Start of DATA FOR THIS TASK

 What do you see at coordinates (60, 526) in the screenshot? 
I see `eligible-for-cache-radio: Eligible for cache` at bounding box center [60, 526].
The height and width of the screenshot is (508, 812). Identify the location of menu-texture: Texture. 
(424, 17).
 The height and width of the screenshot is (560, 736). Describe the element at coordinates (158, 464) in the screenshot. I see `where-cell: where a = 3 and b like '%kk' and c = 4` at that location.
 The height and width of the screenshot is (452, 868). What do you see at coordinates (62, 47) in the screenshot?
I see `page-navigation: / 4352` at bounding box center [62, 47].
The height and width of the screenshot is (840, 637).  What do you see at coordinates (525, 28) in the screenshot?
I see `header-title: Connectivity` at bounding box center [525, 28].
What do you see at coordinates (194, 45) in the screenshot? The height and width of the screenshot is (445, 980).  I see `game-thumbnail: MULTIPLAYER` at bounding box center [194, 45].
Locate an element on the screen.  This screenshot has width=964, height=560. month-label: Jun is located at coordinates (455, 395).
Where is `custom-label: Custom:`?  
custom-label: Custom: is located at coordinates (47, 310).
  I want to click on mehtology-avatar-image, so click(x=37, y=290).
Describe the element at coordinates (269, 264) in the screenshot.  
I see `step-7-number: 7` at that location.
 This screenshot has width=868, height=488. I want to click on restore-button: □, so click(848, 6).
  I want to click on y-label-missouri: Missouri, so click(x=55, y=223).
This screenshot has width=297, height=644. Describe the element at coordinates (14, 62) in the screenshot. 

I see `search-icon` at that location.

End of DATA FOR THIS TASK

__WORK TO COMPLETE__: Return the material in its entirety, word for word.

__SOLUTION FOR THIS EXERCISE__:
 What do you see at coordinates (60, 526) in the screenshot? 
I see `eligible-for-cache-radio: Eligible for cache` at bounding box center [60, 526].
The height and width of the screenshot is (508, 812). Identify the location of menu-texture: Texture. 
(424, 17).
 The height and width of the screenshot is (560, 736). Describe the element at coordinates (158, 464) in the screenshot. I see `where-cell: where a = 3 and b like '%kk' and c = 4` at that location.
 The height and width of the screenshot is (452, 868). What do you see at coordinates (62, 47) in the screenshot?
I see `page-navigation: / 4352` at bounding box center [62, 47].
The height and width of the screenshot is (840, 637).  What do you see at coordinates (525, 28) in the screenshot?
I see `header-title: Connectivity` at bounding box center [525, 28].
What do you see at coordinates (194, 45) in the screenshot? The height and width of the screenshot is (445, 980).  I see `game-thumbnail: MULTIPLAYER` at bounding box center [194, 45].
Locate an element on the screen.  This screenshot has width=964, height=560. month-label: Jun is located at coordinates (455, 395).
Where is `custom-label: Custom:`?  
custom-label: Custom: is located at coordinates (47, 310).
  I want to click on mehtology-avatar-image, so click(x=37, y=290).
Describe the element at coordinates (269, 264) in the screenshot.  
I see `step-7-number: 7` at that location.
 This screenshot has width=868, height=488. I want to click on restore-button: □, so click(848, 6).
  I want to click on y-label-missouri: Missouri, so click(x=55, y=223).
This screenshot has width=297, height=644. Describe the element at coordinates (14, 62) in the screenshot. 

I see `search-icon` at that location.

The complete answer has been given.